2. Scenario B: similar to scenario A, but with daily addition of an evolutionarily naive (ancestral) host (OD600 = 0.3); for phages EC151 and EC152, E. cloacae CEMTC2064 was added, for phages StM171 and StenM174, the original S. maltophilia strain CEMTC2355 was added.
3. Scenario C: co-evolution of phage with host in the presence of a competing phage; StenM174 and StM171 were prepared as a cocktail at equal titers before the start of the co-evolution experiment and passaged together, and the same was done for EC151 and EC152.
4. Scenario D: A combination of scenarios B and C; the same cocktails were prepared with daily additions of evolutionarily naive bacteria.
Each experiment began with growing bacteria to reach OD600 0.3, followed by the addition of phages at an MOI of 0.1. The total volume of the phage-bacteria mixture was 700 µl; the suspension was incubated at 37 °C with shaking at 180 rpm for 24 hours. At each passage, 35 µl of this mixture was transferred to a new tube containing 665 µl of LB medium. For scenarios B and D, an additional 10 µl of naive bacteria grown the same day to an OD600 of 0.3 were added to each passage, and the tubes from the previous passage were then stored at 4 °C.
Phages and bacteria collected after the 5th and 10th passages were separated by centrifugation at 5000 rpm for 5 minutes. Bacterial pellets obtained after the 5th and 10th passages (scenarios A and C) were resuspended and grown on LB agar in Petri dishes. The mixture of grown individual colonies was transferred to new Petri dishes three more times and analyzed by PCR to confirm the absence of residual phages. Bacteria from scenarios B and D were not used for further analysis due to the presence of evolutionarily naive bacteria added at each passage.
The centrifuged suspension containing the phage particles was transferred to new centrifuge tubes. A portion of the suspension was used to isolate phage DNA, and the number of phage genomes was determined using qPCR by comparison with control samples #2. Thus, for each phage, by the end of each experiment, eight different phage populations were obtained (adapted according to scenarios A, B, C, and D after passages 5 and 10) and six bacterial populations (adapted against one of the phages, adapted against a competing phage, and adapted against a mixture of both phages, after passages 5 and 10). Those phage and bacterial populations were used in the subsequent experiment in addition to the original (ancestral/naïve) phages and bacteria.

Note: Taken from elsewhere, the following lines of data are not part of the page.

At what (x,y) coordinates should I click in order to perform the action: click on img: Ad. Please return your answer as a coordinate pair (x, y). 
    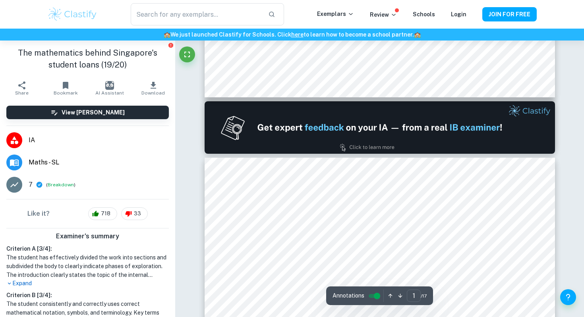
    Looking at the image, I should click on (380, 128).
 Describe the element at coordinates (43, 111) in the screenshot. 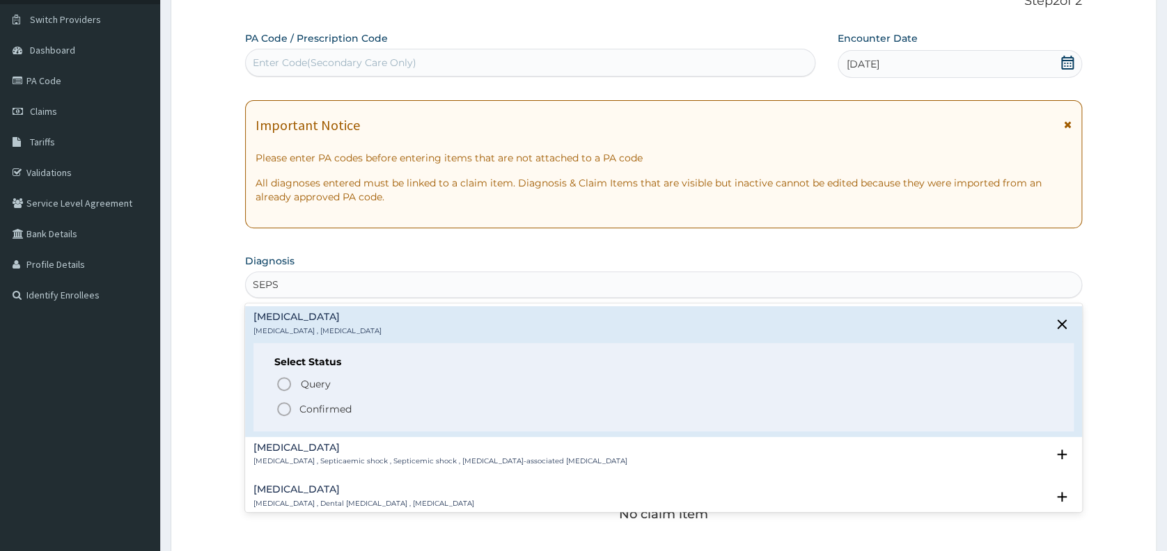

I see `span: Claims` at that location.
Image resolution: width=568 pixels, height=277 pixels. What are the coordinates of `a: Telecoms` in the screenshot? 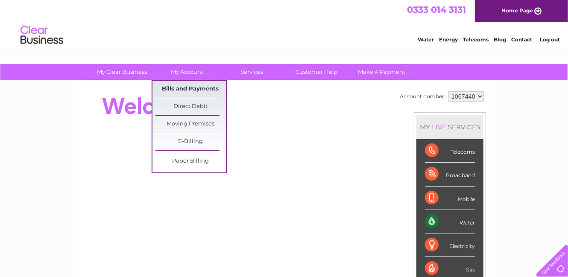 It's located at (476, 39).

2.4. Assessing the Infectivity of Passaged Phages

Passaging a bacterial population with two different phages, either individually or in a mixture, resulted in the formation of different bacterial clones. To assess the success of phage adaptation, we examined two metrics: 1) whether the adapted phage population could infect all variable bacterial clones in addition to the original host; 2) whether an adaptation scenario increased phage infection efficiency in comparison to the ancestral phage.
To answer these questions, a portion of the suspension volume containing the phage populations obtained in each scenario (A, B, C, D) after the 5th and 10th passages in addition to the original phage was used to infect the bacterial populations obtained during the experiment from scenarios A and C after the 5th and 10th passages in addition to the original bacterial host. Bacterial cultures were grown to an optical density (OD600) of 0.3, and phages were added at a constant multiplicity of infection (MOI = 0.1). Incubation was performed overnight without mixing in 96-well plates at 37 °C in LB medium. Phage DNA samples for real-time PCR were then prepared as described previously (section 2.2). Thus, more than 500 phage-bacteria interactions were studied using qPCR, with each qPCR run including two technical replicates.
Phage infectivity was calculated as the ratio of the number of phage genomic particles after bacterial infection (calculated as titer) to the known titer of the control sample #1 (which represents the same phage before the adaptation experiment), after which this ratio was expressed as log10 PFU/mL. Thus, a significant increase in phage abundance after infection was considered as an indicator of phage ability to infect bacteria. The threshold value established for determining the ability of an adapted phage to infect bacteria was 0.5, which represents a 3-fold increase in the number of phage particles after infection of bacteria compared to the initial concentration, or 2.3 Cq according to qPCR.
P h a g e   i n f e c t i o n   a b i l i t y = log 10 q u n a t i t y   o f   p h a g e   p a r t i c l e s   a f t e r   i n f e c t i o n q u a n t i t y   o f   p h a g e   p a r t i c l e s   b e f o r e   i n f e c t i o n   ( c o n t r o l   # 1 )
The increase in infectivity was calculated by comparing the ability of the adapted phage to infect a bacterial population with the ability of the original phage to infect the same bacterial population. We considered only significant increases greater than 1 (i.e., a 10-fold increase in the number of phage particles infectable by the adapted phage compared to the initial phage, or 3.3 Cq according to qPCR). Finally, we also considered an adapted phage to have enhanced infectivity against a bacterial population, if the ancestral phage was unable to infect this population, while the adapted phage was
I n c r e a s e   i n   i n f e c t i o n   a b i l i t y   o f   a d a p t e d   p h a g e = a d a p t e d   p h a g e   i n f e c t i o n   a b i l i t y   a g a i n s t   a   b a c t e r i a l   p o p u l a t i o n a n c e s t r a l   p h a g e   i n f e c t i o n   a b i l i t y   a g a i n s t   t h e   s a m e   b a c t e r i a l   p o p u l a t i o n
Following the calculations, the observed outcomes are reported for each replicate individually.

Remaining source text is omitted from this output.